Newsletter #44–Oct./Nov. 1997
Book Review: Holding Tight, Letting Go: Living with Metastatic Breast Cancer by Musa Meyer

O'Reilly & Associates, 357 pp., $24.00
Reviewed by Susan Claymon
Musa Mayer has given us a gift that we have needed for a long, long time: an in-depth, truthful, personal and informative resource about metastatic breast cancer. I believe that this book will be as important to women with metastatic breast cancer as Dr. Susan Love’s Breast Book is to newly diagnosed breast cancer warriors. Musa is a woman living with breast cancer herself (fortunately no metastasis), and her previous book, Examining Myself: One Woman’s Story of Breast Cancer Treatment and Recovery, was our first experience with the beauty and truth of her writing.
Musa Mayer discovered the internet and the then newly created Breast Cancer List in 1994. She was fascinated by the remarkable group of women (and non-women) who posted messages daily from around the world. Musa found information seekers like herself “whose anxieties were allayed somewhat by finding out the facts. I felt right at home.” She realized that the “imponderables of breast cancer treatment and the diversity of medical opinions seemed only to emphasize how important informed self-knowledge really is as a basis for decision-making.” Wise words.
Those who read Holding Tight, Letting Go will be inspired and strengthened, as I was, by the articulate and courageous revelations from a wide variety of people. Musa developed a remarkable rapport with her subjects. “They knew of my deepest beliefs: that mindful exploration of the self is crucial if we are to be fully alive, that living fully is the best and only antidote to mortality, and that those on the edge of life can tell us more about this than anyone.”
Even though each person’s experience with metastatic breast cancer is different, it is always frightening and confusing to be confronted with that diagnosis, and it helps to know that others are willing to share freely and openly the things they have learned and experienced. “Hearing from these extraordinary ordinary people offers the hope that you, too, can cope with this disease,” Musa writes.
The book offers three important sets of tools: practical information (sorting out what is known from what is not known), common ground (the psychological and spiritual issues that are universal) and new sources of knowledge and hope (learning how to live with breast cancer). Musa notes that there is little written about the real experience of life-threatening illness. As a well-known medical sociologist says: “Illness is the total experience of living with the disease. Yet it is only the physical facts of the disease, and not the illness, that medicine deals with.”
Musa shares some elegant words about the people who have bared their souls to her: “Take some comfort in the strengths reflected here...These stories show that we are interdependent rather than independent, that we discover our best selves in relationship with others.” She adds that “by telling their stories and sharing their insights, it is their hope and my own that your journey will have been made less lonely and frightening.”
In addition to the intimate revelations, this book contains a wealth of commentary from physicians, researchers, therapists and others who focus their work on those with cancer. One example is a statement by a “decision specialist”: “Not running into controversy in breast cancer may be a sign that you need to gather more information! Although the lack of consensus about how to treat breast cancer can be frightening,...you can strive to craft a strategy which you believe makes the most sense for you. Aim to be comfortable and clear about the reasoning behind every breast cancer decision you make.”
A unique aspect of this book is the inclusion of revelations by partners of women with breast cancer. Also, there is an exhaustive resources section (over 40 pages), and the book has a website, which will include resources and a place for reader’s own stories.
If there is a shortcoming in Holding Tight, Letting Go, it is the need to have more women who are strong breast cancer activists talking about their advocacy work in depth as a vital part of their healing. I also wish that she had been able to include stories from underserved and minority women, to express a broader spectrum of opinion. Using only those who were on the Breast Cancer List at the time was a self-limiting choice.
In her first chapter, Musa writes the following words, which I would like to tattoo on my hand: “Holding Tight, Letting Go. Holding tight to those you love, to integrity, courage, to what matters most to you, to the promise of remission and even cure, to life itself. Letting go of your illusions of control, of immortality, of health and youth and beauty—and of the guaranteed future. Letting go of regrets and expectations, into the present moment in which you live, into your final moments and the mystery beyond.”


-- ASSIGNMENT --
Determine how many lines in the entries below contain the word "Years". The reply is that number alone.

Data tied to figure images

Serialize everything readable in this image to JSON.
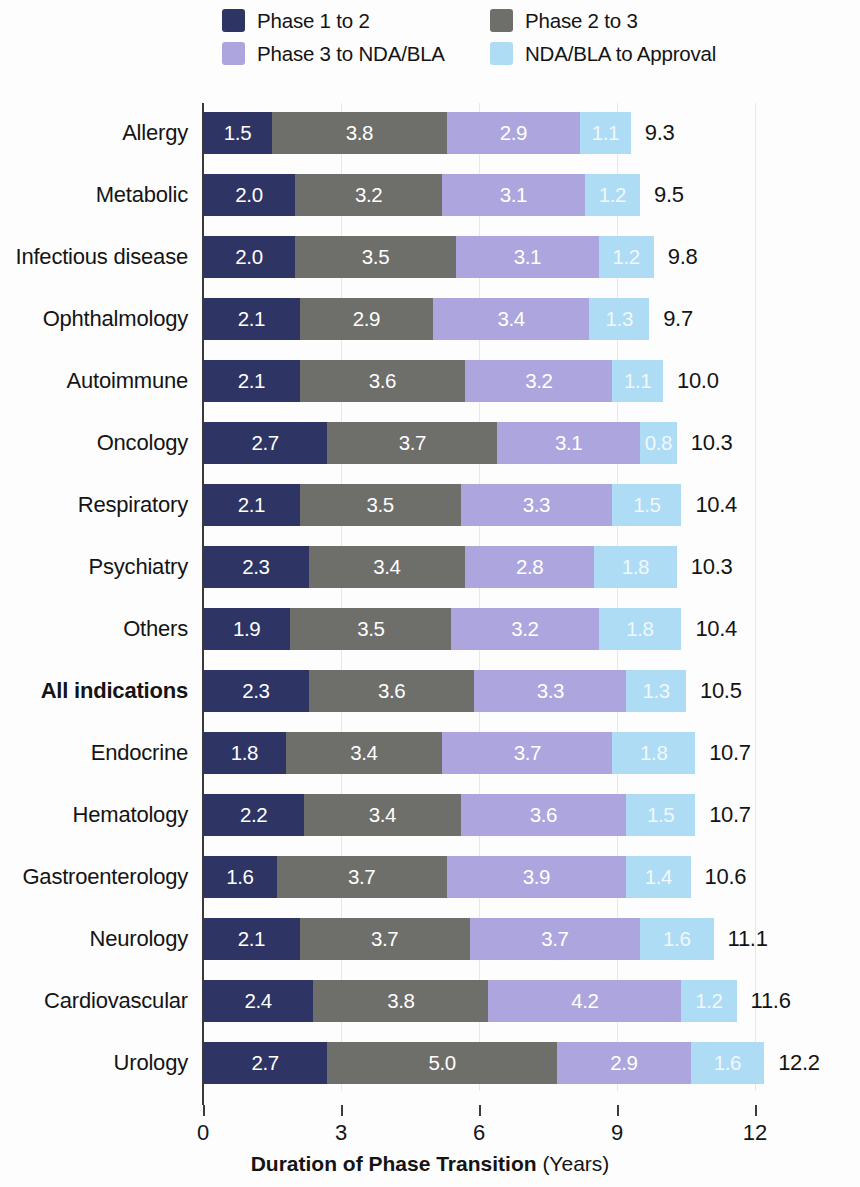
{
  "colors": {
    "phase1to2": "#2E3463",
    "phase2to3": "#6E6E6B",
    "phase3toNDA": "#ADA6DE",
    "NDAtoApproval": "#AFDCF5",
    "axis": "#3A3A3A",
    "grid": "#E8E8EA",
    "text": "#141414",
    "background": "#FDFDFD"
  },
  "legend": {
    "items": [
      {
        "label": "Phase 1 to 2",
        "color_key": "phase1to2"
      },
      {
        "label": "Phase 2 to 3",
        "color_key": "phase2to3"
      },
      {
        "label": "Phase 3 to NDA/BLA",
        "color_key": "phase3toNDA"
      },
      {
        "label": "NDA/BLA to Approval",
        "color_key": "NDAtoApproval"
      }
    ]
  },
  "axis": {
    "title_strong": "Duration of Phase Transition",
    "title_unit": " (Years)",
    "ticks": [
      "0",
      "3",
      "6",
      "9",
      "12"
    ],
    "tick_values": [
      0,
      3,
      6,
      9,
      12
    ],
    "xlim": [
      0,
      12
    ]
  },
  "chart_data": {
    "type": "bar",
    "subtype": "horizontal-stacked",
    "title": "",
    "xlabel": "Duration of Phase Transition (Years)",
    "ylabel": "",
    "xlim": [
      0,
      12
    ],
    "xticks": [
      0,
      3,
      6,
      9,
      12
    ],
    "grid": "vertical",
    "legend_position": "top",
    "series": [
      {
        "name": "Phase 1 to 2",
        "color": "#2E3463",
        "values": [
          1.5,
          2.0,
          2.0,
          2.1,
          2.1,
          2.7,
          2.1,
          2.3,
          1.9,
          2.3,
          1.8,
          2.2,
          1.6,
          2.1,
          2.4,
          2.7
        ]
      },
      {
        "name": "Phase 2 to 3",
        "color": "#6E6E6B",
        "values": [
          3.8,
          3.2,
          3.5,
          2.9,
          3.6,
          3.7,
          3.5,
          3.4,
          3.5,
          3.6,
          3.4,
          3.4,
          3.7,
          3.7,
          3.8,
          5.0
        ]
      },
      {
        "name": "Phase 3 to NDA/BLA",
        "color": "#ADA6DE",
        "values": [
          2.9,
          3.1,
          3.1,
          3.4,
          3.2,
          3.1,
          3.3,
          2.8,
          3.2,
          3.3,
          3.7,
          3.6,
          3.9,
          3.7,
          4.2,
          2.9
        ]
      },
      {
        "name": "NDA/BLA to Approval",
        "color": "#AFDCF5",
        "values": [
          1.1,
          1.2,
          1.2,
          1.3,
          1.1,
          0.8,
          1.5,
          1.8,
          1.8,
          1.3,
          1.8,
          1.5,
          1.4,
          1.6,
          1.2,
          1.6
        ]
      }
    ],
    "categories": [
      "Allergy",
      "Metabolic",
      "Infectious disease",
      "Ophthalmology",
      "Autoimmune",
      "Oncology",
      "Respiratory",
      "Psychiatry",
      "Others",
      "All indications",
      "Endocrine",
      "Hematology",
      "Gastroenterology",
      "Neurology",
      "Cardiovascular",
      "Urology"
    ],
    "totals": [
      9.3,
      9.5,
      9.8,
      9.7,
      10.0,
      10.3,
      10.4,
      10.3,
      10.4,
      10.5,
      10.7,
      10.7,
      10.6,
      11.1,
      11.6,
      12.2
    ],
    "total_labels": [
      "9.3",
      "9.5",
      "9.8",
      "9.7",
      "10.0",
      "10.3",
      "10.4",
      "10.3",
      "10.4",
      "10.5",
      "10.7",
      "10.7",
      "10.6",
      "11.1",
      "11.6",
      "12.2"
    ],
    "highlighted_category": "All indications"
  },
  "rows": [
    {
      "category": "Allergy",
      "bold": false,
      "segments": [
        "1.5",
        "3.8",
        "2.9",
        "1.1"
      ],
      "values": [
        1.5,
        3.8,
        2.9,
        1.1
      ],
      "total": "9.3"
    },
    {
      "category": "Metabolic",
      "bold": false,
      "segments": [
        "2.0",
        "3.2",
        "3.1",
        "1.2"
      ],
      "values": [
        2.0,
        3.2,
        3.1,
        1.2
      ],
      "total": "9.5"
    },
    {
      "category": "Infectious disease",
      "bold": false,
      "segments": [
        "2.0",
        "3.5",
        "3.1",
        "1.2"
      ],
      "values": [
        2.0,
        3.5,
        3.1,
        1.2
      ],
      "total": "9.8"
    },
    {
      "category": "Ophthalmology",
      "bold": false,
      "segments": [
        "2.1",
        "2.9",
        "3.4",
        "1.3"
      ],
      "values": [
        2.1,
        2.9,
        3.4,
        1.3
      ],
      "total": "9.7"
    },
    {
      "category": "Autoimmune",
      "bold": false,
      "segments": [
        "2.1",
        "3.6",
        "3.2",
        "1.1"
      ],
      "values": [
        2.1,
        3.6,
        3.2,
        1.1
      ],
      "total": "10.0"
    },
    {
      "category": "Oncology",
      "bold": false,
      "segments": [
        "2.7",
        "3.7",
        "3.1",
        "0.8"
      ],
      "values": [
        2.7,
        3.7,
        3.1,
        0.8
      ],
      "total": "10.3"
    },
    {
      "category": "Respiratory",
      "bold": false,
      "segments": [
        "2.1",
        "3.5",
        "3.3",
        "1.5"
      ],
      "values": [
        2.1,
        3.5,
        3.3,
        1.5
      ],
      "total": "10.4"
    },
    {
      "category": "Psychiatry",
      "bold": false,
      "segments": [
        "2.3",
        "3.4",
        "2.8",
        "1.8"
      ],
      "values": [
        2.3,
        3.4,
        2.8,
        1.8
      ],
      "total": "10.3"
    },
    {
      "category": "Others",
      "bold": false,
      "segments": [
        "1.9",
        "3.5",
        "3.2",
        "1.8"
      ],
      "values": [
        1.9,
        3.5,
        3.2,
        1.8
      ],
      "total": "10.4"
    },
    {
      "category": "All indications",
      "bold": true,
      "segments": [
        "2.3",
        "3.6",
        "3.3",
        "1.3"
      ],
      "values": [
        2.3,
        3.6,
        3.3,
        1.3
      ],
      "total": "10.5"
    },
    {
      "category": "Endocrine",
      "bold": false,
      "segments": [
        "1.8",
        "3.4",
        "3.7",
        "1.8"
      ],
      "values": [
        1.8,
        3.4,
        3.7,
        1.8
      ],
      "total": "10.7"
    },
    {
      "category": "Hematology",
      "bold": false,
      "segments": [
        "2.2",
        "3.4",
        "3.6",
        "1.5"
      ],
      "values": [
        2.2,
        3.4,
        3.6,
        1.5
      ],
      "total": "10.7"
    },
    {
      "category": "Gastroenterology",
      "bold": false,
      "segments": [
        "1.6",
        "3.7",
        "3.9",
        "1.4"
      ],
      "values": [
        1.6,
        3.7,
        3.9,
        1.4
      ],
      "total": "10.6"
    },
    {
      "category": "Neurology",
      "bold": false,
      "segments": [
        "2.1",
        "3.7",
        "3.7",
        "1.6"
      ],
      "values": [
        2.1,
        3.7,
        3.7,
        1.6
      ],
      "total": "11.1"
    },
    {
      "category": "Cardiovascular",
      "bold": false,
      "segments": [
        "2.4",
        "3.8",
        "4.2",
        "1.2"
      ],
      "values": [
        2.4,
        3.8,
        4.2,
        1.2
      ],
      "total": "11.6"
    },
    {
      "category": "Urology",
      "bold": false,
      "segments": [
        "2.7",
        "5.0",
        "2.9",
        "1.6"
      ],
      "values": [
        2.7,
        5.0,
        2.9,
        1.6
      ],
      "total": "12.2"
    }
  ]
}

--

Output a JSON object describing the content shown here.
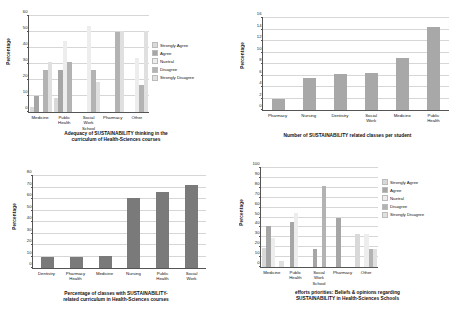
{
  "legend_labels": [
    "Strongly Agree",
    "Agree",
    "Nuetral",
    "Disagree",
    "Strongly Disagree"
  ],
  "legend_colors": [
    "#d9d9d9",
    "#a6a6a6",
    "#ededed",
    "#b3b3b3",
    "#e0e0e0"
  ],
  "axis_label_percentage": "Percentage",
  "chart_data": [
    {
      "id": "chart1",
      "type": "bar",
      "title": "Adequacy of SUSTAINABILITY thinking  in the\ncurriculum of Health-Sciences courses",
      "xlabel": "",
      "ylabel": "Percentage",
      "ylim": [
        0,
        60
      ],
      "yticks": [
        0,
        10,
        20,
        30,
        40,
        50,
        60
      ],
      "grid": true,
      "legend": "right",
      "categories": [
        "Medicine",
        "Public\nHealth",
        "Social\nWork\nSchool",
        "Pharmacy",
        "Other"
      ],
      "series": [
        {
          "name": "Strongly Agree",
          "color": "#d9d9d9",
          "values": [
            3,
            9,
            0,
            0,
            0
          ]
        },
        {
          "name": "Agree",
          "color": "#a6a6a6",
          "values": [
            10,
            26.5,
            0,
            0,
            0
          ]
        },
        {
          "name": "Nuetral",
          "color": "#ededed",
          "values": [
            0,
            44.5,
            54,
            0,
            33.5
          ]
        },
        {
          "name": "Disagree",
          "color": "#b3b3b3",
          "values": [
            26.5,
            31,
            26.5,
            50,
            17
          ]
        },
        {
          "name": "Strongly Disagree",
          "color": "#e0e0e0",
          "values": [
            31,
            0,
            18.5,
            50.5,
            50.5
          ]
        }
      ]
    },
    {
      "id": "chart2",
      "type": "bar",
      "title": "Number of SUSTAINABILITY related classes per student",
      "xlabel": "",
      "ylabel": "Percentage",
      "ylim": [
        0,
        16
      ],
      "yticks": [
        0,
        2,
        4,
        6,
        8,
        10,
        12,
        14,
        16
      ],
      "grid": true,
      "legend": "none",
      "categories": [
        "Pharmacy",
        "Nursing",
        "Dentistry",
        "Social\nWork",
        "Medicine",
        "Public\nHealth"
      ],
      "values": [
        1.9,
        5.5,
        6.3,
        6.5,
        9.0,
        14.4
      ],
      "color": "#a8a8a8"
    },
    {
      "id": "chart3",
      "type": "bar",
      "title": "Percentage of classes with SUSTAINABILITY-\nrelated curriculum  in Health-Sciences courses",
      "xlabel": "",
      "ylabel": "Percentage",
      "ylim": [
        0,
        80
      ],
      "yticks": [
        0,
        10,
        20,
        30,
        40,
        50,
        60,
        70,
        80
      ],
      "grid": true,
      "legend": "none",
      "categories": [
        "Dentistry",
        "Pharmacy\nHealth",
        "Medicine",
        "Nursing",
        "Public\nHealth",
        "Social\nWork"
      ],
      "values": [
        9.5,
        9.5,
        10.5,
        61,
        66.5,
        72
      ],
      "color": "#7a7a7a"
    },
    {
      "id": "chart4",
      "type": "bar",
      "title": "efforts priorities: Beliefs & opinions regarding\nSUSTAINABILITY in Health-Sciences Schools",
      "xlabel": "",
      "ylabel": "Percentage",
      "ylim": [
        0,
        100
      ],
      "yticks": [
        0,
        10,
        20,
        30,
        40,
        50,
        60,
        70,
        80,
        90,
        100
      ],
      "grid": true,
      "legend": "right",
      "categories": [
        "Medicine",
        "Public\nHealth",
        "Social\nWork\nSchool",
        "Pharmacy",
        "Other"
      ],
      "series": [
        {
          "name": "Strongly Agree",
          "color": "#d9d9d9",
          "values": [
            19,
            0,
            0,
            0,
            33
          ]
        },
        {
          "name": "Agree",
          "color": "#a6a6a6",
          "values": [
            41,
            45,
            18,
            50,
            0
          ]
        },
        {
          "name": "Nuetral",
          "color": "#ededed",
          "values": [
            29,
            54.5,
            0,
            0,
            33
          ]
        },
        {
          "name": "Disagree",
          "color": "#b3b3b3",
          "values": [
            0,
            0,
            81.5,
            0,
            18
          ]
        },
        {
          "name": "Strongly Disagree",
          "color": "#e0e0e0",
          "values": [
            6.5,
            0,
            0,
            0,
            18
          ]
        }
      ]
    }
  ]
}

-- SOLUTION FOR THIS PROBLEM --
2